Multicausal (gene-environment) model of thrombosis
Venous thrombosis typically results from the interaction of inherited predispositions with acquired and transient risk factors rather than a single cause, a framework that explains why many carriers of thrombophilic variants never develop thrombosis.

Mechanisms

Coagulation is normally restrained by natural anticoagulant systems: antithrombin inhibits thrombin and other proteases, and the protein C pathway, with its cofactor protein S, inactivates the activated factors V and VIII. Inherited deficiencies of antithrombin, protein C, or protein S are loss-of-function defects that weaken these brakes. The most common inherited thrombophilias are gain-of-function variants: factor V Leiden renders activated factor V resistant to cleavage by activated protein C (activated protein C resistance), and the prothrombin G20210A variant raises prothrombin levels. Each shifts the hemostatic balance toward thrombin generation and clot formation, predominantly in the venous system. Because any single defect usually confers only a modest absolute risk, thrombosis generally emerges when such a predisposition combines with acquired triggers such as immobilization, surgery, or pregnancy.

Clinical relevance

Thrombophilia testing and its interpretation are part of hematopathology because they help characterize a thrombotic tendency, but a positive result does not by itself determine outcomes or treatment.
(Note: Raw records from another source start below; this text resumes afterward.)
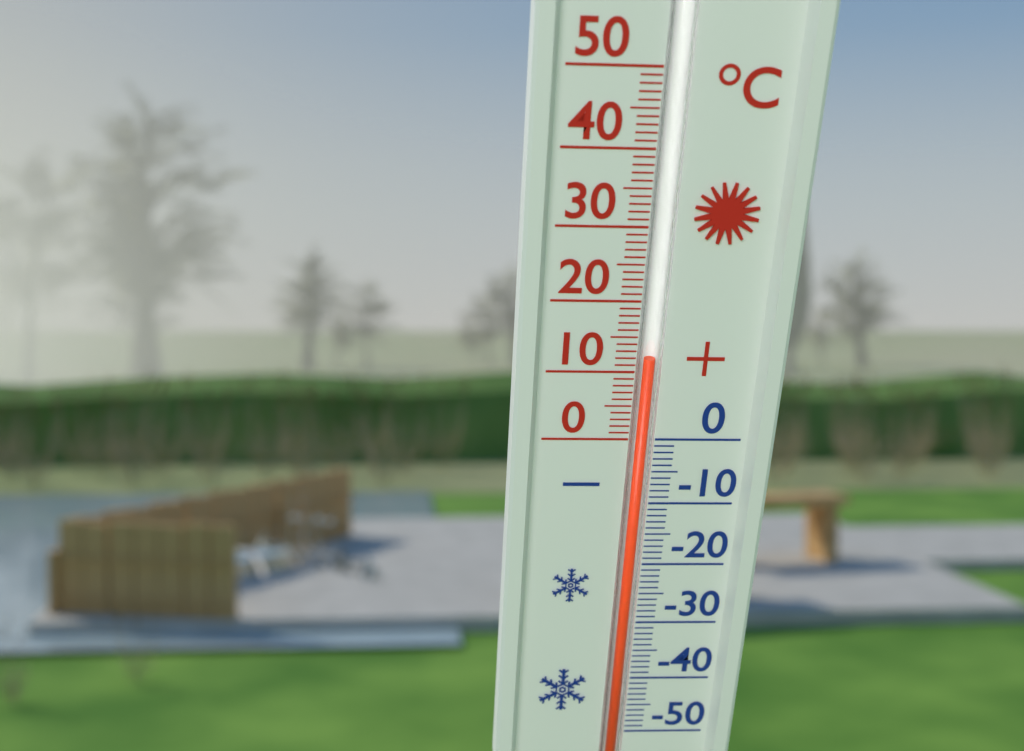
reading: 12 °C
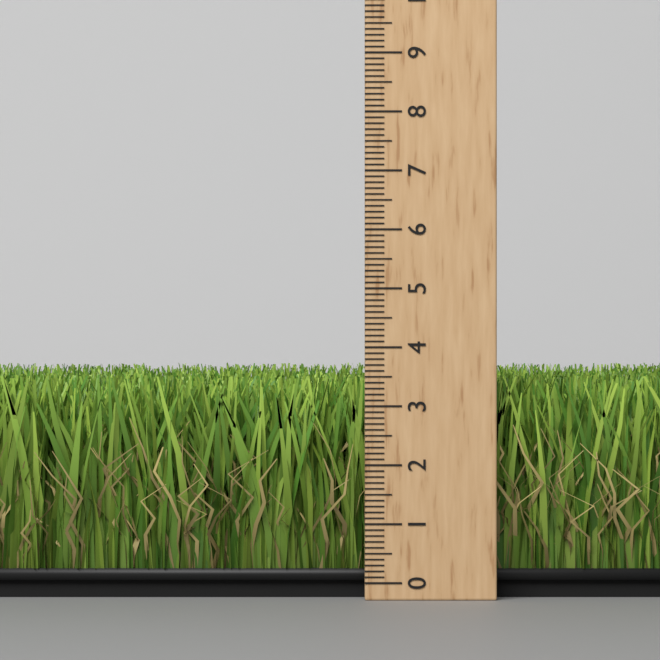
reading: 3.5 (no unit)
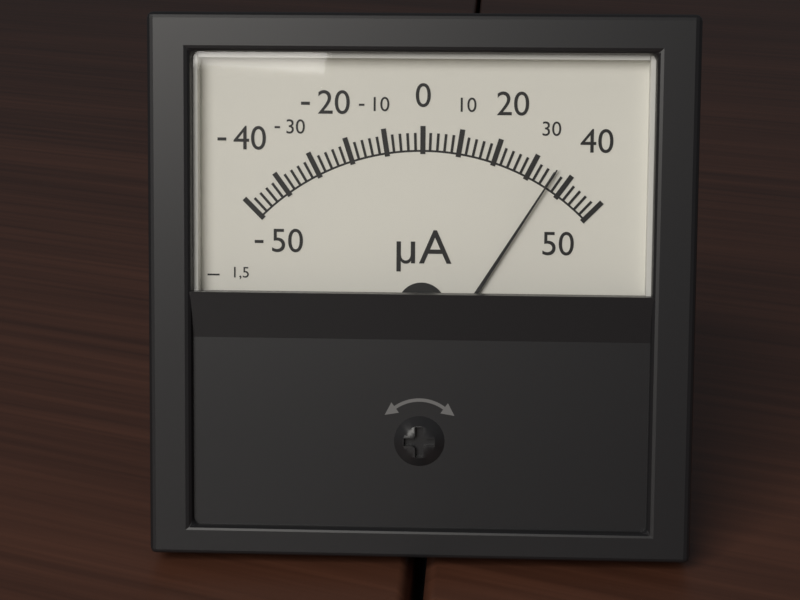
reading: 36 µA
This entry describes the biology and laboratory categories as reference material; it provides no guidance on whom to test, anticoagulation, or duration of therapy, all of which require individualized specialist assessment.

Epidemiology

Factor V Leiden is the most common inherited thrombophilia in populations of European ancestry and is more prevalent than the prothrombin G20210A variant, while antithrombin, protein C, and protein S deficiencies are individually rarer but tend to confer higher relative risk. The clinical effect of these variants on recurrent venous thromboembolism is generally modest compared with major clinical risk factors.

History

The natural anticoagulant deficiencies (antithrombin, then protein C and protein S) were identified across the 1960s to 1980s as causes of familial thrombosis. The field was transformed in 1993-1994 when activated protein C resistance was described and traced by Bertina and colleagues to a single point mutation in factor V (factor V Leiden), soon followed by the prothrombin G20210A variant, establishing thrombophilia as a common, often multifactorial trait.

Debates

How much does inherited thrombophilia affect recurrence risk?
Prospective cohort data indicate that common inherited thrombophilias contribute less to the risk of recurrent venous thromboembolism than major clinical factors, which has tempered enthusiasm for routine thrombophilia testing.

Key figures

  • Björn Dahlbäck
  • Rogier Bertina
  • Frits Rosendaal
  • Trevor Baglin

Related topics

Seminal works

  • bertina-1994
  • dahlback-2008
  • baglin-2003

Frequently asked questions

What is factor V Leiden?
Factor V Leiden is a common inherited variant of coagulation factor V that resists inactivation by activated protein C, a phenomenon called activated protein C resistance. This shifts the hemostatic balance toward clotting and is the most frequent inherited thrombophilia in people of European ancestry.
Does having a thrombophilia mean a clot is inevitable?
No. Many carriers of inherited thrombophilic variants never develop thrombosis. Venous thrombosis is usually multifactorial, emerging when a predisposition combines with acquired triggers such as surgery, immobilization, or pregnancy.